To provide safety in case of a malfunction of the reusable upper stage - von Braun's 1950s shuttle concept - crew and passengers press buttons on their chair arms. Contour seats straighten automatically and enclosures snap shut forming sealed escape capsules. To abandon ship, the crew and passengers push another button and the capsules, guided by rails, are ejected by explosive powder charges. The arrangement is seen in cross-section.
After ejection, the capsules' descent is controlled by four-foot steel mesh parachutes. At about 150 above the ground or water, a proximity fuse sets off a small rocket that further slows the rate of fall.
See also:
Challenge of Outer Space (circa 1950s)
The Complete Book of Space Travel (1956)
General Dynamics Astronautics Time Capsule (1963)
Mars and Beyond (1957)
Man and the Moon (1955)
Closer Than We Think! Space Coveralls (1960)
5 comments:
That means that von Braun's space shuttle from 1950s is more advanced that what the nasa has today? (today the astranauts just die in case something happens)
If there was a sudden explosion, like with Challenger, then they'd all probably die as well since they would be sitting on all those additional explosives and their ejection rails would surely be bent. That is, if they even have time to shut their enclosures.
Von Braun's first cutaway looks like a B-25 cross section.
Couldn't these also be used as orbital drop-pods?
Or even dropped from planes like bombs, to protect paratroopers from AA gunfire?
If you could make them quick-deploy rather the quick close (the solider needs to get out quickly, he has plenty of time to be sealed in before the mission) they would be militarily useful. Like explosive bolts or something, you'd need to be out of it almost as soon as you hit the ground.
Couldn't these also be used as orbital drop-pods?
That's pretty close to what Robert Heinlein predicted in Starship Troopers (book)
Von Braun's space shuttle is not more advanced that what NASA has today. Once the space shuttle orbital stack has accelerated beyond a few hundred miles per hour, you're correct in your assertion that "the astronauts just die in case something happens." Ejecting at high speed within the atmosphere would be immediately fatal. This is the reason that the shuttle orbiter was built without ejection seats - on ascent the space shuttle is only in a position for them to be useful for a few seconds.
If something goes wrong that doesn't immediately destroy the orbiter (such as the challenger disaster) the crew has a much better chance of survival by staying with the orbiter and following one of the several abort routines that have been prepared.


Your assignment — Only the lines that hold "rabbit" should be in the answer, each copied from the data below.

Dataset records:
====

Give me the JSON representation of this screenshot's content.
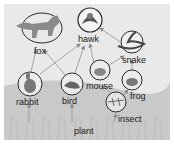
{
  "diagram": {
    "type": "food-web",
    "nodes": [
      {
        "id": "fox",
        "label": "fox"
      },
      {
        "id": "hawk",
        "label": "hawk"
      },
      {
        "id": "snake",
        "label": "snake"
      },
      {
        "id": "rabbit",
        "label": "rabbit"
      },
      {
        "id": "bird",
        "label": "bird"
      },
      {
        "id": "mouse",
        "label": "mouse"
      },
      {
        "id": "frog",
        "label": "frog"
      },
      {
        "id": "insect",
        "label": "insect"
      },
      {
        "id": "plant",
        "label": "plant"
      }
    ],
    "edges": [
      {
        "from": "plant",
        "to": "rabbit"
      },
      {
        "from": "plant",
        "to": "bird"
      },
      {
        "from": "plant",
        "to": "insect"
      },
      {
        "from": "plant",
        "to": "mouse"
      },
      {
        "from": "rabbit",
        "to": "fox"
      },
      {
        "from": "rabbit",
        "to": "hawk"
      },
      {
        "from": "bird",
        "to": "fox"
      },
      {
        "from": "bird",
        "to": "hawk"
      },
      {
        "from": "mouse",
        "to": "hawk"
      },
      {
        "from": "mouse",
        "to": "snake"
      },
      {
        "from": "insect",
        "to": "frog"
      },
      {
        "from": "insect",
        "to": "mouse"
      },
      {
        "from": "frog",
        "to": "snake"
      },
      {
        "from": "snake",
        "to": "hawk"
      }
    ]
  },
  "colors": {
    "background": "#e9e9e9",
    "grass": "#c8c8c8",
    "arrow": "#9a9a9a",
    "circle": "#2a2a2a",
    "text": "#1a1a1a"
  }
}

====

Exercise answer —
        "id": "rabbit",
        "label": "rabbit"
        "to": "rabbit"
        "from": "rabbit",
        "from": "rabbit",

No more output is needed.